Background
Eduard Lassen was born on April 13, 1830 in Copenhagen, but was taken as a child to Brussels.
Eduard Lassen was born on April 13, 1830 in Copenhagen, but was taken as a child to Brussels.
Eduard Lassen educated at the Brussels Conservatoire.
Lassen won the Prix de Rome in 1851, which provided him with the opportunity to make a long tour in Germany and Italy. While touring he met Louis Spohr and Franz Liszt and composed much of his first opera Le roi Edgard. After returning to Brussels in 1855, Lassen actively sought to get his opera performed but was unable to do so. Liszt, however, agreed to produce the opera at the Grossherzogliches Theater (now the Staatskapelle Weimar) and the work premiered in Weimar in 1857. The following year, Liszt recommended Lassen as his replacement as the court music director in Weimar, which involved conducting both the opera and the court orchestra. He happily took the job and remained in that role until his retirement in 1895. While there he conducted several world premieres including the first performance of Camille Saint-Saëns's Samson et Dalila in 1877. He also conducted the first performance in Weimar, and the first outside Munich, of Wagner's Tristan und Isolde (1874).
A moderately prolific composer, Lassen produced four operas, a significant amount of instrumental music to stage plays, two symphonies (in D major, performed 1867/published 1868 and C major, Op. 78, published 1884, a Violin Concerto in D major, Op. 87 (1888), a festival march for symphony orchestra, two overtures, and 11 character pieces for piano. He also produced a significant amount of choral music, lieder, and art songs for voice and piano.
Lassen's operas, Landgraf Ludwig's Brautfahrt (1857), Frauenlob (1861), and Le Captif (1868), did not have lasting success, though his music to Goethe's Faust (1876) gained popularity and was praised by Franz Liszt. His incidental music to Hebbel's Die Nibelungen (1873) was also well known. In 1878-79, Liszt combined excerpts from both these works in a single piano transcription, Aus der Musik zu Hebbels Nibelungen und Goethes Faust (S. 496).
Lassen's solo songs and duets show a variety of treatment from the folklike Sei nur ruhig, lieber Robin or the songs with dance rhythms to the through-composed Abendlandschaft (with its more interesting modulations and accompaniment) to the rhapsodic and improvisatory Ich hab im Traum geweinet. Many of his songs, for instance Vöglein wohin so schnell, were translated into both English and French and were popular at the end of the 19th century.
He settled at Weimar, where in 1861 he succeeded Liszt as conductor of the opera, and he died there on the 15th of January 1904.
Besides many well-known songs, he wrote operas-Landgraf Ludwig's Brautfahrt (1857), Frauenlob (1861), Le Captif (1868)-instrumental music to dramas, notably to Goethe's Faust (1876), two symphonies and various choral works.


__ACTIVITY__.
Every line holding the string "dimension" should be copied from the listing.
==== DATA SUPPLIED
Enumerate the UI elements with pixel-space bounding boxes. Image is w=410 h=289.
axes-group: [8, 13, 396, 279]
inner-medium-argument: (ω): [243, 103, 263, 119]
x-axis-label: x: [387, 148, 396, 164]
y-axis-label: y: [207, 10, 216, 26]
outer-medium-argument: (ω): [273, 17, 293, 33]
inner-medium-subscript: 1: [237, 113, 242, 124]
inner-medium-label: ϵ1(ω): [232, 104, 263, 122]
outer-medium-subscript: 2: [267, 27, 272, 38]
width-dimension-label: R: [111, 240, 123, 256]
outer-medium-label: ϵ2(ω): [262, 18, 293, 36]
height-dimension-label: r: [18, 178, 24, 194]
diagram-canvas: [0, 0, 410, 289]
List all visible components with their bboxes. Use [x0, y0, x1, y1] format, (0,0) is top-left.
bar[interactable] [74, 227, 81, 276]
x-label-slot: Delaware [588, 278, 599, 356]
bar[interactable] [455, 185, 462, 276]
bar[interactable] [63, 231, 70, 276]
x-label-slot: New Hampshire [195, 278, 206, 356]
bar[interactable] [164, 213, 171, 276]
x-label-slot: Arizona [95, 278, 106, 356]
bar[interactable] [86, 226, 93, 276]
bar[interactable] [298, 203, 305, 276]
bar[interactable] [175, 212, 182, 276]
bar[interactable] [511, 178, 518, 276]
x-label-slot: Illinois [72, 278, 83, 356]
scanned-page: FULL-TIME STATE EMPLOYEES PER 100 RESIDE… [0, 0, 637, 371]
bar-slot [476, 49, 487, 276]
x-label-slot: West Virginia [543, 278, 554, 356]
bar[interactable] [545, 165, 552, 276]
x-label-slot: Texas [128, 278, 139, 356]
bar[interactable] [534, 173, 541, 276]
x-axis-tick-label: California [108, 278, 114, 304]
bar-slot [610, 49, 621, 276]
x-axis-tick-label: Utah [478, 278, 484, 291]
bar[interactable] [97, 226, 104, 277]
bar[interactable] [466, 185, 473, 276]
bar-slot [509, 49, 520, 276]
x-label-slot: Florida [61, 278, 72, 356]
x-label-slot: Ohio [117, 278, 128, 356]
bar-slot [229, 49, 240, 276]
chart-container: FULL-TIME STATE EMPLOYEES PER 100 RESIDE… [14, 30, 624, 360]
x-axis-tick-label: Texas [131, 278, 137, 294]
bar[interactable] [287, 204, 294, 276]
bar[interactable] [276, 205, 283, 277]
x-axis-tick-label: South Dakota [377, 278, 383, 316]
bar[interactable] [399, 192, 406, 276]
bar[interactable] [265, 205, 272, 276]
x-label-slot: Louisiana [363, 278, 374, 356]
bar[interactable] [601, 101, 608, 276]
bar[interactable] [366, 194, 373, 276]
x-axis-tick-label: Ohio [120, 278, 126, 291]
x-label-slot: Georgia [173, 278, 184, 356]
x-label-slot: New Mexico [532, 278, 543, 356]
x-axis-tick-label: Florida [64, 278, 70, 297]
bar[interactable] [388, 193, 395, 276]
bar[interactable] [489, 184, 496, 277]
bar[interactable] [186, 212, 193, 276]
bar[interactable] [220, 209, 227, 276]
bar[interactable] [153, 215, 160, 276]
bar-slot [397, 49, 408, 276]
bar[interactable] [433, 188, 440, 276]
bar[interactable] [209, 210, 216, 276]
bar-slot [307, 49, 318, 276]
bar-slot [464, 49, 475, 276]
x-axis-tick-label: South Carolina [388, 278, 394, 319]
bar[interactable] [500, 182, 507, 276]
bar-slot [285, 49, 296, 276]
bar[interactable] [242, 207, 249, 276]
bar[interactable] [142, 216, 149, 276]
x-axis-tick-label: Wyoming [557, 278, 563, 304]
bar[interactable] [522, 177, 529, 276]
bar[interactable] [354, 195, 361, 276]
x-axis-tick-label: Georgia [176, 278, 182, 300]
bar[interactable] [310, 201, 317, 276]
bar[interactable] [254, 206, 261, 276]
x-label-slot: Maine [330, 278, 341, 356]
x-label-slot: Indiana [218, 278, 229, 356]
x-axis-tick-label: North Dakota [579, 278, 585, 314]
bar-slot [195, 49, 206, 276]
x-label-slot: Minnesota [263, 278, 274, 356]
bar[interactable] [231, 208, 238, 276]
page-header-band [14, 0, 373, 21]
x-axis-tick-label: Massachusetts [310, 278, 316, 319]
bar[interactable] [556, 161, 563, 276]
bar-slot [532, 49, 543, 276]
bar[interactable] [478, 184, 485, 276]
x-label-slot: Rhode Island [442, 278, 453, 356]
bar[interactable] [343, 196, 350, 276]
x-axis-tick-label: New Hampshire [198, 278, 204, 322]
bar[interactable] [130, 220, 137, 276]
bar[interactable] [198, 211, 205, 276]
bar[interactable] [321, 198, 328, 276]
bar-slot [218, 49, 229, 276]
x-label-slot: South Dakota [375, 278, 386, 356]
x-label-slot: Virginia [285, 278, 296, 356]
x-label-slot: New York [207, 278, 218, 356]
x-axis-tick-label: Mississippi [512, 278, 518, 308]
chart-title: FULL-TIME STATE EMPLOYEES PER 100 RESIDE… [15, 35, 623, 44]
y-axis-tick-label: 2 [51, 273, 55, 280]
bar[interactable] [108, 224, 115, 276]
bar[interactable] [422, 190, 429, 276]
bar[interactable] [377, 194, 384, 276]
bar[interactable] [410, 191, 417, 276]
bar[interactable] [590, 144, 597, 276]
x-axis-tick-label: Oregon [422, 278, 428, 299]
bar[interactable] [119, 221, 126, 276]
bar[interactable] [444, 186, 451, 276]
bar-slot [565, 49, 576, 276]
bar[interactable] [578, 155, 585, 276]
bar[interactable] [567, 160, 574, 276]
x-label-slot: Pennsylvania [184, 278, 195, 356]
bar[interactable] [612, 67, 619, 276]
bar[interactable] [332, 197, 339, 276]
========
__RESULT FOR THIS EXERCISE__.
width-dimension-label: R: [111, 240, 123, 256]
height-dimension-label: r: [18, 178, 24, 194]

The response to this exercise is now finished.